Interesting. However, why doesn't the code coverage focus on what we are testing as default behavior?

In my company usually we do:

- task: DotNetCoreCLI@2
  displayName: 'dotnet test'
  inputs:
    command: 'test'
    projects: '**/*.csproj'  #or *.sln
    arguments: '--no-restore --configuration $(buildConfiguration) --collect "Code Coverage;IncludeTestAssembly=false"' 

or

- script: dotnet test MySolutionFolder --configuration $(buildConfiguration) --logger "trx;LogFileName=testresults.trx" /p:CollectCoverage=true /p:CoverletOutputFormat=cobertura /p:CoverletOutput=TestResults/Coverage/
  displayName: 'dotnet test'

With projects: '**/*.csproj', or *.sln, or with MySolutionFolder we already indicate what we want to test.
It would be interesting if the code coverage only focused on these, as default behavior.
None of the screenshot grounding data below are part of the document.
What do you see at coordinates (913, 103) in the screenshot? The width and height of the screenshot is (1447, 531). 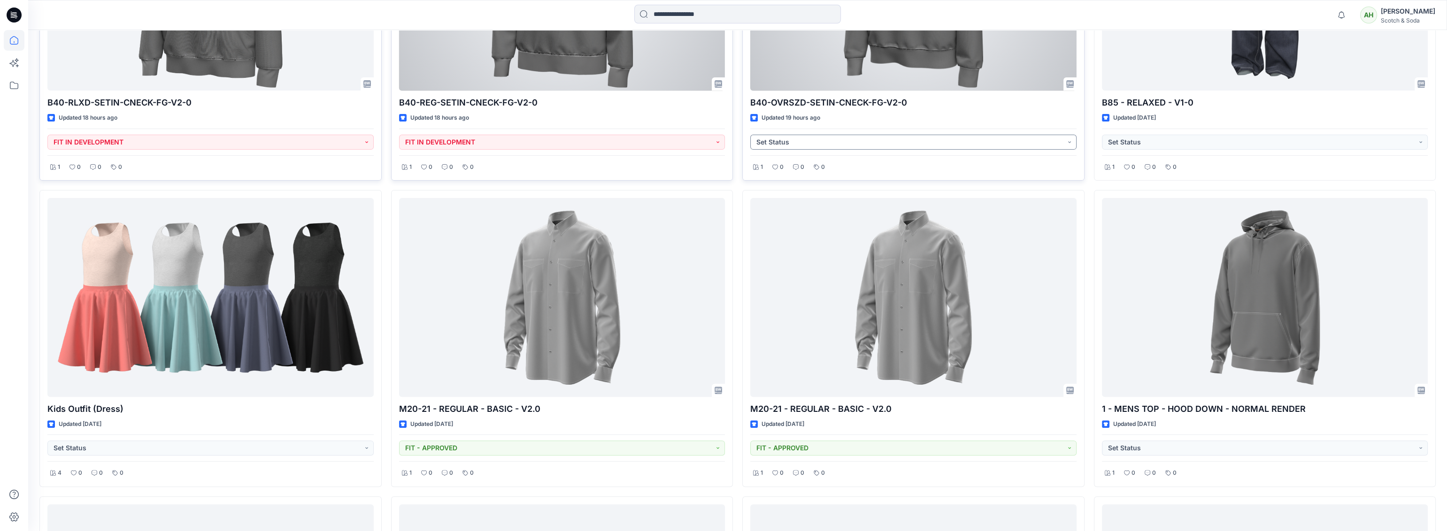 I see `p: B40-OVRSZD-SETIN-CNECK-FG-V2-0` at bounding box center [913, 103].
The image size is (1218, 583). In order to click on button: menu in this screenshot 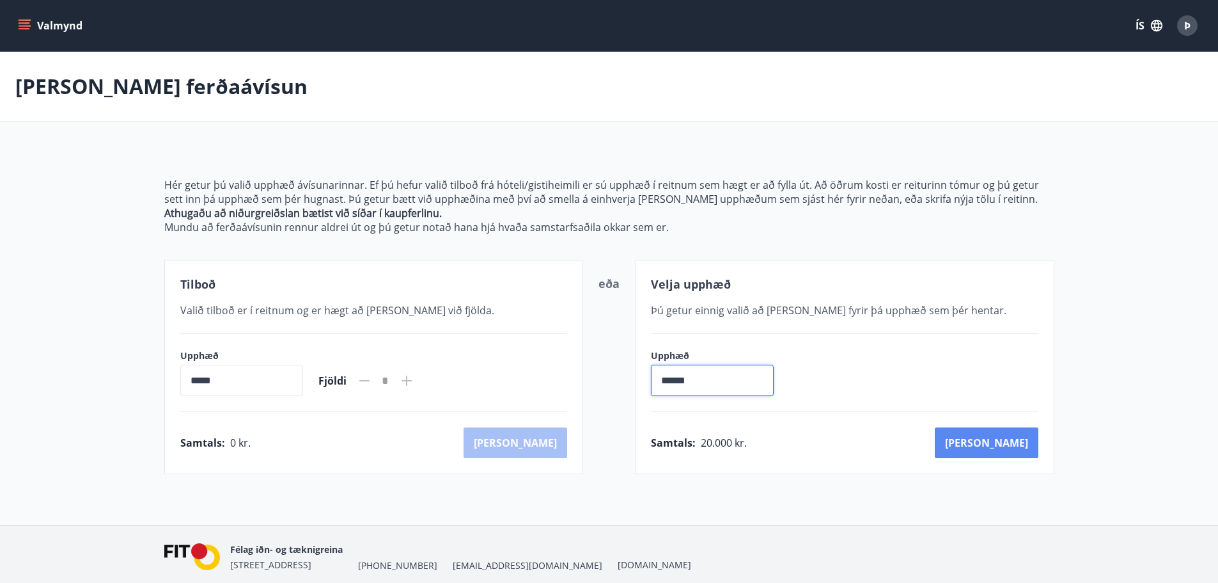, I will do `click(51, 26)`.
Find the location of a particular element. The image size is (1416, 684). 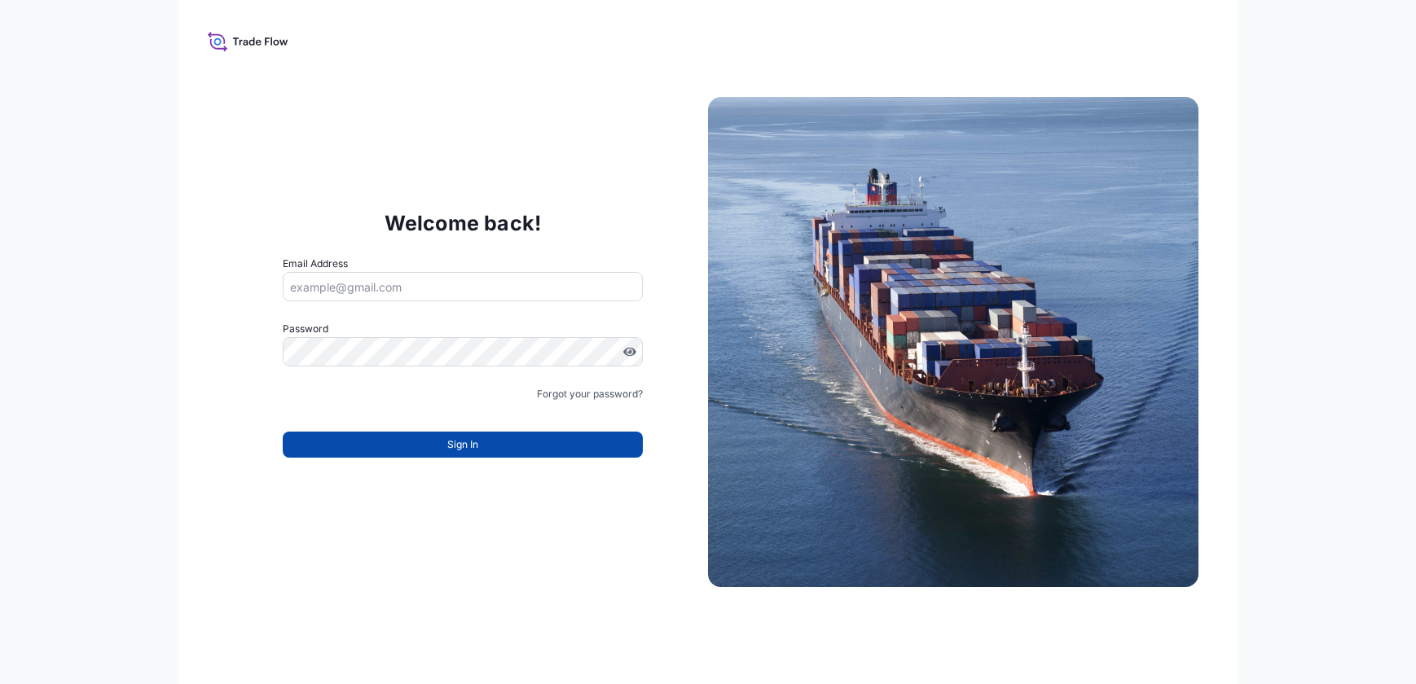

a: Forgot your password? is located at coordinates (590, 394).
I think Coverlet is already doing something like that:

Coverlet automatically excludes third-party assemblies from the coverage analysis

they talk about it here coverlet-coverage/coverlet#1164 and also here

If there are concerns about breaking changes, perhaps a flag called, for example, IncludeThirdPartyForCoverage=false should make sense.